US prosecutors have accused a shadowy Colombian businessman and Venezuelan officials of running a multimillion-dollar graft scheme, underscoring how foreign business elites facilitated the overt and rampant Venezuelan government corruption that helped plunge the nation into crisis.  

Álex Nain Saab Morán, a Colombian businessman who is under investigation for numerous crimes in a number of countries, has been indicted on money-laundering charges that accuse him of transferring some $350 million out of Venezuela. The graft scheme included kickbacks to government officials in connection to a 2011 government contract to build low-income housing that was never actually constructed, the US Justice Department announced July 25.

Prosecutors allege that Saab and fellow Colombian businessman Alvaro Pulido-Vargas exploited Venezuela’s government-controlled exchange rate to obtain US dollars at a favorable price. They then bribed government officials who facilitated payments on false documents for construction materials that were never imported, according to the indictment.

To exploit Venezuela’s former currency control agency, known as CADIVI (Comisión de Administración de Divisas — CADIVI), Saab and Pulido-Vargas allegedly used a single shipment of construction materials to submit multiple false invoices identified as new shipments, according to prosecutors.

SEE ALSO: Álex Saab Profile

Bribes were dolled out to members of CADIVI, the agency responsible for payment in US dollars for goods imported into Venezuela, in addition to officials from Venezuela’s tax authority and the Bolivarian National Guard (Guardia Nacional Bolivariana – GNB), who verified and took pictures of the imported goods and ensured everything was properly imported and inspected, according to authorities. 

Authorities allege that the profits Saab and Pulido-Vargas earned from the scheme were then funneled out of Venezuela and into offshore accounts they either owned or controlled, according to the indictment.

Saab and Pulido-Vargas both face up to 40 years in prison for money laundering and conspiracy to commit money laundering.

InSight Crime Analysis

The case against Saab and Pulido-Vargas highlights how government officials within the administration of Venezuela President Nicolás Maduro have sought to form alliances not just with Venezuela’s elite but with power brokers outside the country. These partnerships let corrupt officials take advantage of business opportunities that allow them to steal and eventually launder the state’s money.

It is in this context that the pair wove together an intricate network of shell companies to enter into business agreements with the government. The first was a government plan to build housing. Following that deal, Saab and Pulido-Vargas entered into the food business with the Venezuelan government’s Local Storage and Production Committees (Comités Locales de Abastecimiento y Producción – CLAP) program.

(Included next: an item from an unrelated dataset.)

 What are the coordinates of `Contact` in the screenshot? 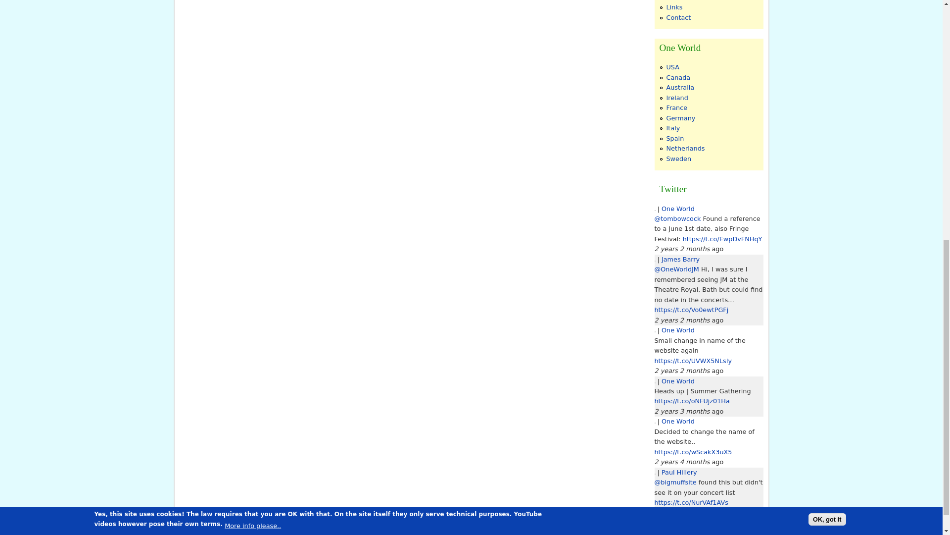 It's located at (678, 18).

Saab was later accused of being a part of a criminal network, which included companies in Mexico and Panama, that sent overpriced, inedible food aid packages to Venezuela. Saab’s Hong Kong-based food business, which bore all the hallmarks of a shell company, provided at least 11.5 million CLAP boxes, according to a Venezuelan Food Ministry spreadsheet reported on by the Associated Press.  

SEE ALSO: InDepth Coverage of Elites and Organized Crime

Saab is also involved in gold exports, and he has ties to Adrían Perdomo Mata, the director of Venezuela’s state-owned gold company, Minerven. Perdomo Mata has served as the director of companies linked to Saab and Pulido-Vargas. 

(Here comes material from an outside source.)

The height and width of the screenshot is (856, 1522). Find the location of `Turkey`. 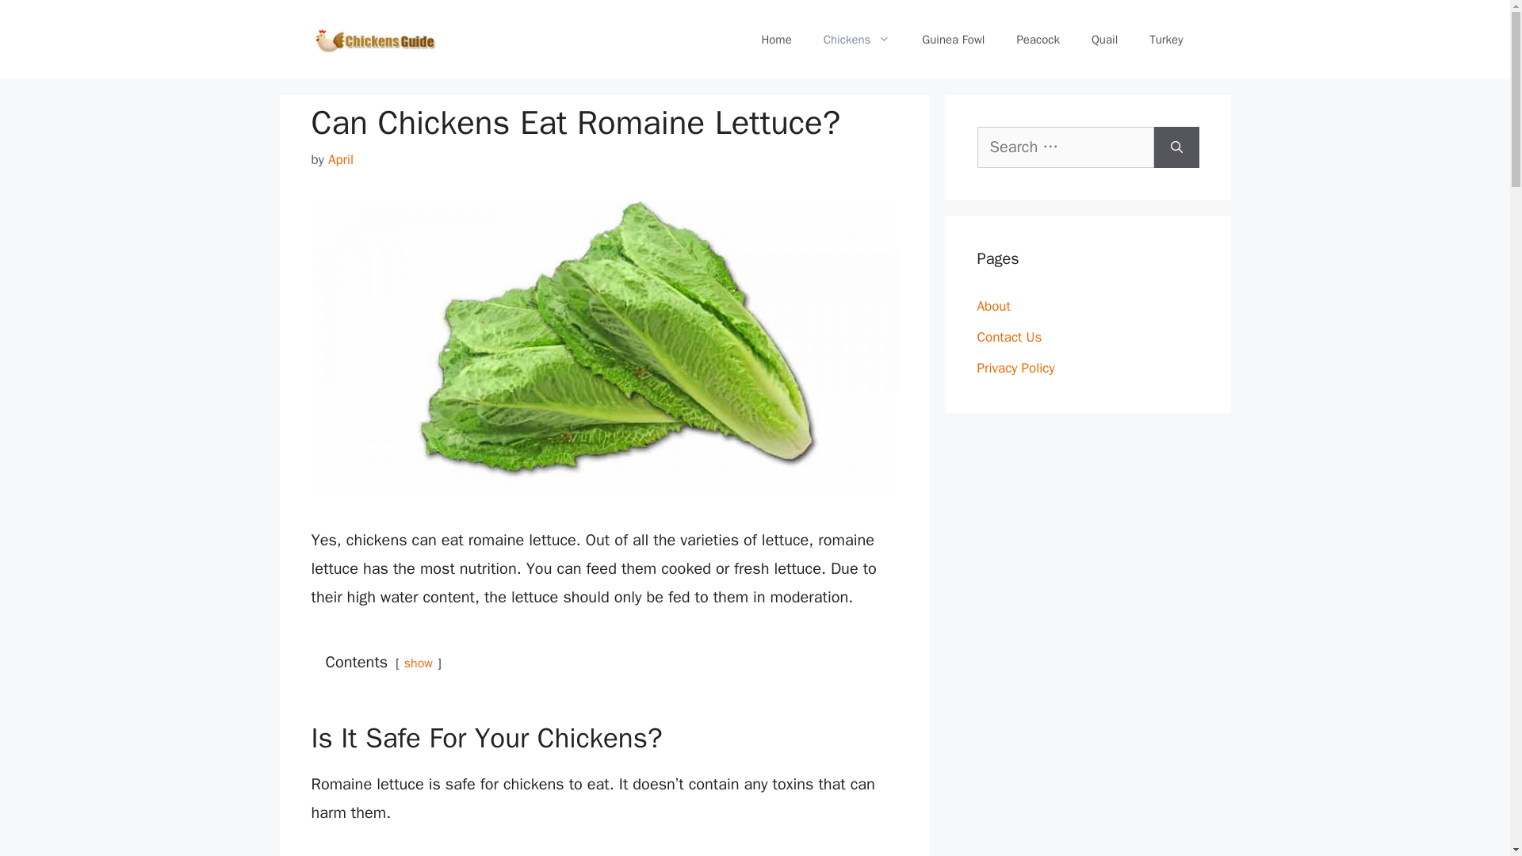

The pair also popped up in a 2016 investigation into shell companies that allegedly received more than $11.5 million from Venezuela’s currency control agency at a lower than average rate. To access the money, Saab and Pulido-Vargas allegedly allied with young entrepreneurs that make up Venezuela’s economic elite.

Saab funneled the massive sums of money out of Venezuela, using his many companies and operations in other countries like Ecuador, Mexico, Panama, Turkey and Hong Kong. In addition, authorities in Mexico, Panama, Colombia and Israel are investigating companies linked to Saab and Pulido-Vargas for suspected money laundering, fraudulent imports and exports, overbilling, selling low-quality food and evading sanctions.

Alliances between international criminal elites and Venezuelan government officials have become common and widespread. In July 2018, operation “Money Flight” revealed how a network of Venezuelan elites and international bankers from Germany, Portugal, Uruguay and Colombia allegedly laundered more than $1 billion from the state-owned oil company Petróleos de Venezuela S.A. (PdVSA).